St. George! In the Flesh!

A sample from Chapter 12: St. George and the Angels of the Dark Cloud

imagesSt. George in the Flesh!

All up and down our ragged line those still able to raise their voices shouted like men in a madhouse, “St. George! In the flesh! St. George! Come to do for England!”

“God save us!”

“Sweet saint, I’ll worship at your feet forever.” Some nearly wept. Heavenly reinforcements. And the soldiers about cried in relief, “Heaven’s knight, save us.” An instinctive moaning and involuntary sobbing, breath drawn deeply and quickly expelled.

Seemingly in reply to our cries the phantom warriors roared the ancient salutation, a summoning shout, though in speech of Chaucer’s day:

“Sente George! The longe bowe and the stronge bowe.”

The voices of all, as in chant or call, resounded above the shrieks and blasts of the artillery, machine guns, and rifles. “Comen we to saufe merrie Englonde!”

“Joynen as a bretherhede!”

“The bowe and the swerd, the launce and the pike!”

In words and speech closer to what we spoke, we heard the same pledge of aid. Their bloodcurdling yells died away. The officers of the King’s Own Something called out commands. The drummers beat the signals to the troops. The soldiers faced straight ahead. As if we weren’t there. As if they were real while we were not.

The celestial soldiers and cavalry covered the field, devouring the Germans before them. Blasts of horns and trumpets assailed the ear, fifes and drums tore the air, beat louder and louder until it seemed we were in the midst of interminable thunder.

 

In The Angel of Mons St. George and his horde of angels save the British not only at Mons, but again at the next battle. In reality, the fact that the British Expeditionary Force survived those two battles is considered vey much a military miracle. All the reason I needed to have St. George help again. This passage appears in “St. George and the AngeIs of the Dark Clouds” I had two scenes in mind, two ways I wanted St. George to save my Vickers machine gun crews. So I separated them, assigned them to two locations, being that there were only two Vickers guns for the entire company of one hundred soldiers. I had the Victors fighting here along a stone fence line. Elsewhere and later St. George saves the Ruffians when they and the company band—the musicians–are trapped in a quarry. This appears in the preceding chapter, “The Quarry, St. George, and the Angels of the Golden Mist of Salvation.”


PROBLEM STATEMENT
For this task, copy all of the data below exactly and skip the pictures.

# # #

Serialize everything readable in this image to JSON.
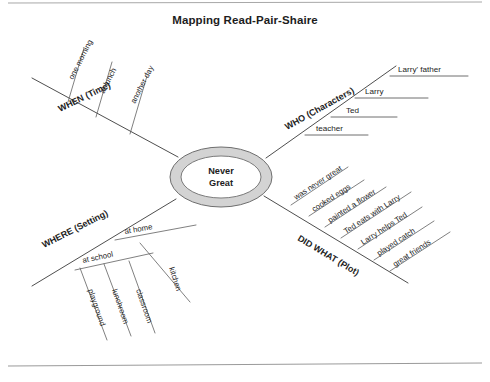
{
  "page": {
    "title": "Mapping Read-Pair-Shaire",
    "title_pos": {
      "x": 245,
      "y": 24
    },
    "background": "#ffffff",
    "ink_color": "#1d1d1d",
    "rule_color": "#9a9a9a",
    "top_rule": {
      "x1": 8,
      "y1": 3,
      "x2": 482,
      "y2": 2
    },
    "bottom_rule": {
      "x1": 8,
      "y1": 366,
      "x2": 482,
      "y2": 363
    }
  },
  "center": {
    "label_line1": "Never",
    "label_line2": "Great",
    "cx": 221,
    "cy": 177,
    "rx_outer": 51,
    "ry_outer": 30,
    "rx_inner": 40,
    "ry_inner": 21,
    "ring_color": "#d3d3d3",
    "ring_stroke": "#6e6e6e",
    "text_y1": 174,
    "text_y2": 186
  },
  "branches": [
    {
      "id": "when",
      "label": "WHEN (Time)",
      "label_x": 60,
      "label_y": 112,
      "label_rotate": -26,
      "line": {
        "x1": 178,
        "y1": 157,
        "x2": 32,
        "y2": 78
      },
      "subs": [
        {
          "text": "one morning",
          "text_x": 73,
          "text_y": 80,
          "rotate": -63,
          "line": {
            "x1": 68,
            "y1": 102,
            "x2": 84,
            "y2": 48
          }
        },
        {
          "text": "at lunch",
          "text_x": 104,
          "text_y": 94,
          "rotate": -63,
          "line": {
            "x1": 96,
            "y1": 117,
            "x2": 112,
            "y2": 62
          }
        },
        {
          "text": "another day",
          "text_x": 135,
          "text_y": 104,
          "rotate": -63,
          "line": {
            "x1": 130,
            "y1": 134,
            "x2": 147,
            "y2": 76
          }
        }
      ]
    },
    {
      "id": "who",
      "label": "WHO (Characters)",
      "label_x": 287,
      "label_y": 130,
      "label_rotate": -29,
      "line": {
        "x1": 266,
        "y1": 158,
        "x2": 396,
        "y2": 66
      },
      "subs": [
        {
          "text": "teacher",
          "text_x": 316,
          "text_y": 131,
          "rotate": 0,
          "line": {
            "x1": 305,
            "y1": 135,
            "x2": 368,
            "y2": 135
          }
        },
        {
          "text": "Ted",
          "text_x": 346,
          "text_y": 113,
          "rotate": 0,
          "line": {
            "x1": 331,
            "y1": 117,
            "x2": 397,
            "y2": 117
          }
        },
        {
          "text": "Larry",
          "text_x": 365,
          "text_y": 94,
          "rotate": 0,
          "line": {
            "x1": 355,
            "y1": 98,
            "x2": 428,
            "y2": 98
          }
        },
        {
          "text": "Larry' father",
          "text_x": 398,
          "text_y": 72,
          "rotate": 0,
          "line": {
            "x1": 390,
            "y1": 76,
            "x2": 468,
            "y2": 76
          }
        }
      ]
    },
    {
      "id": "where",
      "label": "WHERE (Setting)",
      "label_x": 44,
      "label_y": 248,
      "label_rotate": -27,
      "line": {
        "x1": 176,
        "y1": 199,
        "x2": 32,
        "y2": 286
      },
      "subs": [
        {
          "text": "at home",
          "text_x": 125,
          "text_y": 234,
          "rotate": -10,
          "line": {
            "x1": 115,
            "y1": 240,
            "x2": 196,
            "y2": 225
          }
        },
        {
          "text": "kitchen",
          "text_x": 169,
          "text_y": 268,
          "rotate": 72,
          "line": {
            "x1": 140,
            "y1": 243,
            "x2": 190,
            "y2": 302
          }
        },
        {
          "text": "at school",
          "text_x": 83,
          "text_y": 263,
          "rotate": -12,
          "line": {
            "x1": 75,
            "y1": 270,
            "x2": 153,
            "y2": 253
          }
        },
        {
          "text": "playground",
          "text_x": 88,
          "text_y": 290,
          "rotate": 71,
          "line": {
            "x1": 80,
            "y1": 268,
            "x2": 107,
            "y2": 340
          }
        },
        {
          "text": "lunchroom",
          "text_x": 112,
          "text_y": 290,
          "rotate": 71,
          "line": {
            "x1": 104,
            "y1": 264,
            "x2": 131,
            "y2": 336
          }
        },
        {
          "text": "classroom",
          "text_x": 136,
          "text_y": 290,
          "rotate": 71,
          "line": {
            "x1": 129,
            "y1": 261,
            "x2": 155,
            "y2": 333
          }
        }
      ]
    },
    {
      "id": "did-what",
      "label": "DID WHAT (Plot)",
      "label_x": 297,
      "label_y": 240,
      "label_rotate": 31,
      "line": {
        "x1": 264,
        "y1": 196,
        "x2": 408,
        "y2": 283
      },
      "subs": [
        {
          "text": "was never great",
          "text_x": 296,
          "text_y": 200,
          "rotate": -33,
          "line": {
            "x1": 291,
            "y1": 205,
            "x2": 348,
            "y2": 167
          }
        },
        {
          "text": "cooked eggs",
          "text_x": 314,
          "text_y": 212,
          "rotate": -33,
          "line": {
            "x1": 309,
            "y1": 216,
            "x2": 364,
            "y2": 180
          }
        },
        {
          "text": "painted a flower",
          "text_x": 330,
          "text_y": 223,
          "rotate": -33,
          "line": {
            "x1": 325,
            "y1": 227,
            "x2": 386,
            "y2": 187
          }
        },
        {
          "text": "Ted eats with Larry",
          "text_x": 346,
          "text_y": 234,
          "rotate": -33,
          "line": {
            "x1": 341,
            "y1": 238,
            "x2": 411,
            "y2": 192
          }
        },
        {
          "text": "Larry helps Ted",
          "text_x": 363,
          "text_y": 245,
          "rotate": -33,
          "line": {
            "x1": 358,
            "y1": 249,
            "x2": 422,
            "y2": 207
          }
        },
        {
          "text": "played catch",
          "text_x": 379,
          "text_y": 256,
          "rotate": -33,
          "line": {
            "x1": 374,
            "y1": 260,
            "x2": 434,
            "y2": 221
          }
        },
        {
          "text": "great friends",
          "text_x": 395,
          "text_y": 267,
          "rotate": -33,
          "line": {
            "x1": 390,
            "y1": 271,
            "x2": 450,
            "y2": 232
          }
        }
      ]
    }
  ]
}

# # #

THE COMPLETED TASK
Serialize everything readable in this image to JSON.
{
  "page": {
    "title": "Mapping Read-Pair-Shaire",
    "title_pos": {
      "x": 245,
      "y": 24
    },
    "background": "#ffffff",
    "ink_color": "#1d1d1d",
    "rule_color": "#9a9a9a",
    "top_rule": {
      "x1": 8,
      "y1": 3,
      "x2": 482,
      "y2": 2
    },
    "bottom_rule": {
      "x1": 8,
      "y1": 366,
      "x2": 482,
      "y2": 363
    }
  },
  "center": {
    "label_line1": "Never",
    "label_line2": "Great",
    "cx": 221,
    "cy": 177,
    "rx_outer": 51,
    "ry_outer": 30,
    "rx_inner": 40,
    "ry_inner": 21,
    "ring_color": "#d3d3d3",
    "ring_stroke": "#6e6e6e",
    "text_y1": 174,
    "text_y2": 186
  },
  "branches": [
    {
      "id": "when",
      "label": "WHEN (Time)",
      "label_x": 60,
      "label_y": 112,
      "label_rotate": -26,
      "line": {
        "x1": 178,
        "y1": 157,
        "x2": 32,
        "y2": 78
      },
      "subs": [
        {
          "text": "one morning",
          "text_x": 73,
          "text_y": 80,
          "rotate": -63,
          "line": {
            "x1": 68,
            "y1": 102,
            "x2": 84,
            "y2": 48
          }
        },
        {
          "text": "at lunch",
          "text_x": 104,
          "text_y": 94,
          "rotate": -63,
          "line": {
            "x1": 96,
            "y1": 117,
            "x2": 112,
            "y2": 62
          }
        },
        {
          "text": "another day",
          "text_x": 135,
          "text_y": 104,
          "rotate": -63,
          "line": {
            "x1": 130,
            "y1": 134,
            "x2": 147,
            "y2": 76
          }
        }
      ]
    },
    {
      "id": "who",
      "label": "WHO (Characters)",
      "label_x": 287,
      "label_y": 130,
      "label_rotate": -29,
      "line": {
        "x1": 266,
        "y1": 158,
        "x2": 396,
        "y2": 66
      },
      "subs": [
        {
          "text": "teacher",
          "text_x": 316,
          "text_y": 131,
          "rotate": 0,
          "line": {
            "x1": 305,
            "y1": 135,
            "x2": 368,
            "y2": 135
          }
        },
        {
          "text": "Ted",
          "text_x": 346,
          "text_y": 113,
          "rotate": 0,
          "line": {
            "x1": 331,
            "y1": 117,
            "x2": 397,
            "y2": 117
          }
        },
        {
          "text": "Larry",
          "text_x": 365,
          "text_y": 94,
          "rotate": 0,
          "line": {
            "x1": 355,
            "y1": 98,
            "x2": 428,
            "y2": 98
          }
        },
        {
          "text": "Larry' father",
          "text_x": 398,
          "text_y": 72,
          "rotate": 0,
          "line": {
            "x1": 390,
            "y1": 76,
            "x2": 468,
            "y2": 76
          }
        }
      ]
    },
    {
      "id": "where",
      "label": "WHERE (Setting)",
      "label_x": 44,
      "label_y": 248,
      "label_rotate": -27,
      "line": {
        "x1": 176,
        "y1": 199,
        "x2": 32,
        "y2": 286
      },
      "subs": [
        {
          "text": "at home",
          "text_x": 125,
          "text_y": 234,
          "rotate": -10,
          "line": {
            "x1": 115,
            "y1": 240,
            "x2": 196,
            "y2": 225
          }
        },
        {
          "text": "kitchen",
          "text_x": 169,
          "text_y": 268,
          "rotate": 72,
          "line": {
            "x1": 140,
            "y1": 243,
            "x2": 190,
            "y2": 302
          }
        },
        {
          "text": "at school",
          "text_x": 83,
          "text_y": 263,
          "rotate": -12,
          "line": {
            "x1": 75,
            "y1": 270,
            "x2": 153,
            "y2": 253
          }
        },
        {
          "text": "playground",
          "text_x": 88,
          "text_y": 290,
          "rotate": 71,
          "line": {
            "x1": 80,
            "y1": 268,
            "x2": 107,
            "y2": 340
          }
        },
        {
          "text": "lunchroom",
          "text_x": 112,
          "text_y": 290,
          "rotate": 71,
          "line": {
            "x1": 104,
            "y1": 264,
            "x2": 131,
            "y2": 336
          }
        },
        {
          "text": "classroom",
          "text_x": 136,
          "text_y": 290,
          "rotate": 71,
          "line": {
            "x1": 129,
            "y1": 261,
            "x2": 155,
            "y2": 333
          }
        }
      ]
    },
    {
      "id": "did-what",
      "label": "DID WHAT (Plot)",
      "label_x": 297,
      "label_y": 240,
      "label_rotate": 31,
      "line": {
        "x1": 264,
        "y1": 196,
        "x2": 408,
        "y2": 283
      },
      "subs": [
        {
          "text": "was never great",
          "text_x": 296,
          "text_y": 200,
          "rotate": -33,
          "line": {
            "x1": 291,
            "y1": 205,
            "x2": 348,
            "y2": 167
          }
        },
        {
          "text": "cooked eggs",
          "text_x": 314,
          "text_y": 212,
          "rotate": -33,
          "line": {
            "x1": 309,
            "y1": 216,
            "x2": 364,
            "y2": 180
          }
        },
        {
          "text": "painted a flower",
          "text_x": 330,
          "text_y": 223,
          "rotate": -33,
          "line": {
            "x1": 325,
            "y1": 227,
            "x2": 386,
            "y2": 187
          }
        },
        {
          "text": "Ted eats with Larry",
          "text_x": 346,
          "text_y": 234,
          "rotate": -33,
          "line": {
            "x1": 341,
            "y1": 238,
            "x2": 411,
            "y2": 192
          }
        },
        {
          "text": "Larry helps Ted",
          "text_x": 363,
          "text_y": 245,
          "rotate": -33,
          "line": {
            "x1": 358,
            "y1": 249,
            "x2": 422,
            "y2": 207
          }
        },
        {
          "text": "played catch",
          "text_x": 379,
          "text_y": 256,
          "rotate": -33,
          "line": {
            "x1": 374,
            "y1": 260,
            "x2": 434,
            "y2": 221
          }
        },
        {
          "text": "great friends",
          "text_x": 395,
          "text_y": 267,
          "rotate": -33,
          "line": {
            "x1": 390,
            "y1": 271,
            "x2": 450,
            "y2": 232
          }
        }
      ]
    }
  ]
}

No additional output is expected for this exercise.